Mgr. Eduard Čonka

* 1966

  • My father worked as a professional digger. I was going on vacation at the time. I wanted to work, so he took me to the work. He wanted to show me what he was doing. He measured me a ten-meter route, gave me a pickaxe and a shovel, and I had to dig like all the other gypsies. In half an hour I had a callus on my hands, and he told me, 'This is our life. You decide, either you will work at a desk and you will have a pen in your hand, and you will be a clerk or something else, or you will dig like me for the rest of your life. ' This probably affected you a lot in later life, didn't it? The most in life. Because the education was not a priority in our family. I was the first in the whole family who have a high school diploma. Only later did other generations in our family begin to study. My nieces studied high school and college. Now it is a complete commonplace in our family. Now when I am talking to my son Sebastian, he will be fourteen. He finishes the last stage of primary school in Austria. And we are talking about where he is going to study. We do not even talk about high school, but about college.
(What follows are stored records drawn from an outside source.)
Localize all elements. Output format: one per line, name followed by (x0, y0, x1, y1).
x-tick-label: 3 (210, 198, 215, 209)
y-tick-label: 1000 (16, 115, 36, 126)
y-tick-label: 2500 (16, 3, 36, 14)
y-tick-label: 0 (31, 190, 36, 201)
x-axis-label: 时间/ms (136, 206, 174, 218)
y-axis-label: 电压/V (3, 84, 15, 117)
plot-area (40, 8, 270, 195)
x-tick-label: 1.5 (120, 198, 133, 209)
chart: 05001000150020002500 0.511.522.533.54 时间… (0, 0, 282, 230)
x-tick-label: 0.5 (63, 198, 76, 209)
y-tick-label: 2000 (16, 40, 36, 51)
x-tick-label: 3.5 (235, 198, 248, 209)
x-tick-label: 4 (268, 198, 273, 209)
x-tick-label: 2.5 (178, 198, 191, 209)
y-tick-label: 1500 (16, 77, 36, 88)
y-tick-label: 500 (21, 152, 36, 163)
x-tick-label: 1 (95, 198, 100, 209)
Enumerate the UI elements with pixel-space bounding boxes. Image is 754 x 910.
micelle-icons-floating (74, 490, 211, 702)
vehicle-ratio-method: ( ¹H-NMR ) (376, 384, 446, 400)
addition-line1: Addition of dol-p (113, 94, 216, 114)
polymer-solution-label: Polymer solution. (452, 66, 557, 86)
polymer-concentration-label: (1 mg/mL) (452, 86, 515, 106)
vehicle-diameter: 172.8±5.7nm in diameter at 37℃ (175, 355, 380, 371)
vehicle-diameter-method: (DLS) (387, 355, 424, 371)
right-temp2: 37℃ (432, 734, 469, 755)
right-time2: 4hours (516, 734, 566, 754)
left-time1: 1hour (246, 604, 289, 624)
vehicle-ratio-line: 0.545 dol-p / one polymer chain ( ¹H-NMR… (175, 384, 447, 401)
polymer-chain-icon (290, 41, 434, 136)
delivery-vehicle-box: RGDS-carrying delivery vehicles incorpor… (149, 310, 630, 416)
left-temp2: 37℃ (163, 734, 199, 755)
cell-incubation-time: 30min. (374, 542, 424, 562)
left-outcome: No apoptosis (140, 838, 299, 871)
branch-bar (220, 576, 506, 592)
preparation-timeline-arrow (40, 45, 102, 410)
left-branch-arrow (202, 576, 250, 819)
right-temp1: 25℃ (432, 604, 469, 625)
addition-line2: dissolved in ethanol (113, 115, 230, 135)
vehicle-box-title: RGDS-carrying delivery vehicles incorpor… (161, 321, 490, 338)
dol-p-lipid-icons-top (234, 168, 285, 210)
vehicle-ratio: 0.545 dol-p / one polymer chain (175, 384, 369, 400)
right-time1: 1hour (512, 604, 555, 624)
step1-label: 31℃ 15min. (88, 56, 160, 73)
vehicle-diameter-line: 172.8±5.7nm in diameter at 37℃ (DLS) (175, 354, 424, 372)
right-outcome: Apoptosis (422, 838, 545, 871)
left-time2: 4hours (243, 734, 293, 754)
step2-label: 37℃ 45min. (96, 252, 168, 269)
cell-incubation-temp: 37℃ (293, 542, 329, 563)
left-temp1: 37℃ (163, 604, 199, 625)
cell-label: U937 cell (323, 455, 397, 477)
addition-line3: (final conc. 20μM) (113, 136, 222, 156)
  • I only found out it after graduation. I had an exceptionally good form teacher. And by the fact that I started the school like, at least at that time I had the information that I was the first Roma in that Secondary technical school of constructions. I do not know how long the Secondary technical school of constructions worked next to Engineering school, but I was the first who started there as a Roma. It was only after graduation that I found out that right after the first parents' association, my father gave the professor permission to be strict with me. This is what my father told him: Mr. teacher, if you need to slap him, slap him. I want him to finish school, so he does not go wrong. So, I always had the feeling that the class teacher did not like me, that he was stepping on me and I did not know what. And then at the end he told me, he explained to me why it was so. It was also in his interest the first Roma boy join the school and to finish the school.
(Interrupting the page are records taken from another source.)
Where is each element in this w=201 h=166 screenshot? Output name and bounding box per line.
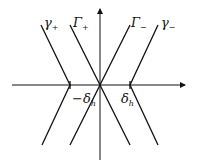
label-Gamma-minus: Γ− — [130, 15, 147, 32]
label-gamma-minus: γ− — [161, 15, 175, 32]
label-gamma-plus: γ+ — [44, 15, 58, 32]
label-neg-delta-h: −δh — [72, 91, 96, 108]
label-Gamma-plus: Γ+ — [72, 15, 89, 32]
label-pos-delta-h: δh — [121, 91, 134, 108]
diagram-canvas: γ+ Γ+ Γ− γ− −δh δh — [0, 0, 201, 166]
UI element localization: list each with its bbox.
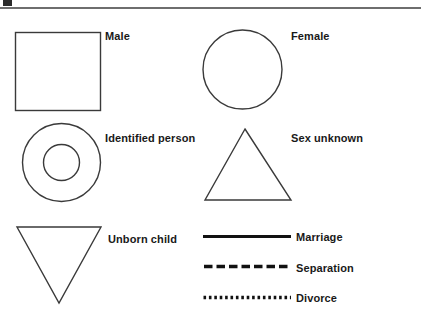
square-symbol [16, 33, 101, 111]
legend-label-unborn-child: Unborn child [108, 233, 177, 245]
legend-label-marriage: Marriage [296, 231, 343, 243]
double-circle-symbol-outer [23, 124, 101, 202]
legend-label-female: Female [291, 30, 330, 42]
triangle-down-symbol [17, 227, 101, 303]
triangle-up-symbol [205, 129, 291, 200]
legend-label-divorce: Divorce [296, 292, 337, 304]
legend-label-separation: Separation [296, 262, 354, 274]
legend-label-identified-person: Identified person [105, 132, 195, 144]
genogram-legend-canvas [0, 0, 429, 327]
legend-label-sex-unknown: Sex unknown [291, 132, 363, 144]
circle-symbol [203, 30, 282, 109]
legend-label-male: Male [105, 30, 130, 42]
double-circle-symbol-inner [44, 145, 80, 181]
  • When Czechoslovakia was divided, the first problems arose there. That time brought the first layoffs. Whether when companies were privatized or there were other reasons. It is indeed true that the first who lose their jobs, or those who were among the first who lose their jobs, were Roma. On the one hand, those people did not achieve the necessary qualifications and did not have the appropriate education, but the other thing was that other people began to reach for those job offers. I remember that in those eighties, especially between the eighties and nineties, I saw how many people work in Metrostav in Prague. They built the subway. Almost all utilities ... formerly you would once see only a Roma people on the street with a shovel, with a pickaxe. All these low-qualified professions, Rome people began to lose and suddenly found themselves in employment offices. I remember that during one such presentation in the nineties, there was a visit from abroad. When they talked about the Roma community, the mayor said that in a few years, about two to three, from almost 99.9% of the employment of Roma men, this has changed to 90% of the unemployment of Roma men.

  • Celé nahrávky
  • 1

    Ateliér Holubník -Bratislava, 23.10.2020

    (audio)
    délka: 01:52:27
    nahrávka pořízena v rámci projektu Stories of the 20th century
Celé nahrávky jsou k dispozici pouze pro přihlášené uživatele.
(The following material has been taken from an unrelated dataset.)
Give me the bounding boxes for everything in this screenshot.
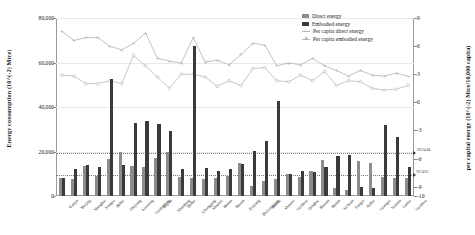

He entered the Secondary technical school of constructions as the first Roma

Witness Eduard Čonka - 18 years old
Witness Eduard Čonka - 18 years old
zdroj: Witnesses archive

Eduard Čonka was born in Levoča in 1966 as the youngest of five children. His mother is Gizela and his father is Aladár. He has been raised by his eldest sister since about six years of age. He graduated from primary school in Levoča. From 1981 to 1985 he studied at the Secondary technical school of constructions in Poprad. After graduation in May 1985, he started working in a state-owned company in Levoča. In October of that year, he entered compulsory military service in the barracks in the town of Slaný. In 1987, he returned to work for a state-owned company. He married in June 1988. He and his wife first lived in Poprad. They had a daughter, later a son. They moved to Olomouc and Eduard started working in associated production for a local meat processing plant. After 1990, he began working as an activist in the field of Roma civil society and social counselling. He has worked in several non-profit organizations, the Dutch organization Matre, the Open Society Foundation, Empelle and others. In 2003 he started an external study in the field of social work. In 2016, he ran in the parliamentary elections for the OĽaNO party (ORDINARY PEOPLE and independent personalities, translator‘s note). At that time, he worked as a project manager for the Roma communities in Levoča. Since 2021, he has been the director of the Department of Regional Coordination at the Office of the Plenipotentiary of the Government of the Slovak Republic for Roma Communities.